The social media site that allows users to design digital bulletin boards pins concrete diversity hiring goals to its "By 2016" page.
by Kellye Whitney
August 3, 2015
Lackluster diversity discussions in the tech industry are par for the course, unfortunately. Many of the big companies talk a reasonably good game — rather, they talk — but few have put real teeth behind their stated intentions.
Pinterest, however, announced late last week exactly what it hopes to achieve in diversity for 2016.
Women currently account for two-thirds of the company’s business team, but their numbers aren’t as great in tech and engineering positions, composing 21 percent and 19 percent of those jobs, respectively. The company’s women in leadership numbers actually fell from 19 percent last year to its current 16 percent.
With a user base that is some 80 percent female, it’s not surprising the company hopes to do better, not just in promoting gender equity but also for other minority groups as well. White employees make up more than half of the company’s staff, Asians account for 43 percent, Latinos account for 2 percent and black employees just 1 percent.
But Pinterest has done what few companies dared: The company not only publicly announced its hiring goals but also attached concrete numbers to them. In a blog post about their diversity efforts, Pinterest co-founder Evan Sharp said:
“Now that companies are regularly reporting their data, it’s clear not a lot of progress has been made,” Sharp wrote in the blog post. “We think one reason it’s been so hard to get numbers to change is that companies haven’t stated specific goals.”
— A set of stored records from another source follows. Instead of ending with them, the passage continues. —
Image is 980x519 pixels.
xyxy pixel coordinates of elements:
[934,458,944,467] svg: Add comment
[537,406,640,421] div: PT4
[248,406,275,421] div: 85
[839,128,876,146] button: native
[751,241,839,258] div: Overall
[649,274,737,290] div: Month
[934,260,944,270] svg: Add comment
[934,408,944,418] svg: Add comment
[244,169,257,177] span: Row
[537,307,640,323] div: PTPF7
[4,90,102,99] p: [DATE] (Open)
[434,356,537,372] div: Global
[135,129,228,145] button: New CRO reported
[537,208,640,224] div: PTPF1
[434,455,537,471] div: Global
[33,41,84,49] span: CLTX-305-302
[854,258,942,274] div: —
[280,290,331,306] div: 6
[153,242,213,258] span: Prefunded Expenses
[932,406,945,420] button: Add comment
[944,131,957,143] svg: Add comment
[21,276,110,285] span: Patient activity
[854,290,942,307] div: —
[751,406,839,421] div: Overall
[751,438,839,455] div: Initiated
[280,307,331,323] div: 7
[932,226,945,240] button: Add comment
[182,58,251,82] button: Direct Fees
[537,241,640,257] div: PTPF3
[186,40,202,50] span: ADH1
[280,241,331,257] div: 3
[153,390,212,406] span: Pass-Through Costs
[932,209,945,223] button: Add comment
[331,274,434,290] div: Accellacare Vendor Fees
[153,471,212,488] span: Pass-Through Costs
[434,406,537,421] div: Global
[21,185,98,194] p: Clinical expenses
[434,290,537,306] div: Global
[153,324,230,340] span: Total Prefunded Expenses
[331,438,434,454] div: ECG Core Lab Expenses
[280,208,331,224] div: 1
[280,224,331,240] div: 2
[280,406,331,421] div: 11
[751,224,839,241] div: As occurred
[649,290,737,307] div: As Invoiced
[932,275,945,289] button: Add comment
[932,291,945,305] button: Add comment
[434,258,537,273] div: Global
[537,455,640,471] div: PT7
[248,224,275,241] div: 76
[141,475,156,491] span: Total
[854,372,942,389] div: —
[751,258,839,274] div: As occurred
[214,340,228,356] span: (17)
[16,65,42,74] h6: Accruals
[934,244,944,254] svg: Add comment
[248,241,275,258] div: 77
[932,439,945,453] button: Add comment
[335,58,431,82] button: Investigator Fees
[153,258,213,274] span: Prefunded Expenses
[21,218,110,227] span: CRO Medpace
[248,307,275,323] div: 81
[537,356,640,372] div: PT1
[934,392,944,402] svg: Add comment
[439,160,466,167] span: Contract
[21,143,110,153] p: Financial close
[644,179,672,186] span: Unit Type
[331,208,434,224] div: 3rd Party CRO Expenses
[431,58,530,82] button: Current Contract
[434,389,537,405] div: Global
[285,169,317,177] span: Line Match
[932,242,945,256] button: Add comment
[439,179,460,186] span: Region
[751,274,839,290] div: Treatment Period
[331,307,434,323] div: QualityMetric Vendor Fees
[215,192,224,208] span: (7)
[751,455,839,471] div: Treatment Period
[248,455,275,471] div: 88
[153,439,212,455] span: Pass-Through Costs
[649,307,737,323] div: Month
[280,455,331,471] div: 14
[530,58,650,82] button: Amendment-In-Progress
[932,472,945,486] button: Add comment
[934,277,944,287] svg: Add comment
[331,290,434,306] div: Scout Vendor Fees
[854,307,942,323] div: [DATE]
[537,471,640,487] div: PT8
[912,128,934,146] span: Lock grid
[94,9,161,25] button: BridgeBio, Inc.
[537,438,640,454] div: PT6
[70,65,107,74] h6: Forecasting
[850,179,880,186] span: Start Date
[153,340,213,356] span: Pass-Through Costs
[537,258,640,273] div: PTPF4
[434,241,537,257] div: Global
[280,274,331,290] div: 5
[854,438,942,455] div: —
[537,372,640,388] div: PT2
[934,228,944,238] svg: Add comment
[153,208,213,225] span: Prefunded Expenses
Score one for transparency, two for admitting things need to change and three for advocating specificity. For instance, Pinterest statedit wants to increase its hiring rate for women in engineering positions to 30 percent and raise underrepresented people of color to 8 percent. To do so, the company will implement the Rooney Rule, which the National Football League started in 2003. The Rooney Rule requires at least one underrepresented minority and one female candidate be considered for each leadership opening.
The company also stated its intention to work with external groups to improve diversity, implement employee training to prevent unconscious bias, and recruit from a bigger pool of schools.
Considering the difficulties women face in STEM — science, technology, engineering and math — careers, Pinterest’s plans are encouraging. Clear goals — we will bring non-engineering new hires up to 12 percent underrepresented ethnic minorities — often mean the difference between platitudes like “We have a long way to go, but we’re making progress” and real change.
When organizations set clear goals and express the necessary steps to achieve those goals, accountability usually follows. I’d really have been knocked off my feet if the company said what would happen to its current leadership team if they didn’t meet the desire goals. But I’ll take what I can get.
I hope in 2016 we’re holding Pinterest up as an example of what tech companies can achieve when they put pin some numbers to their diversity intentions, and that other companies are following suit.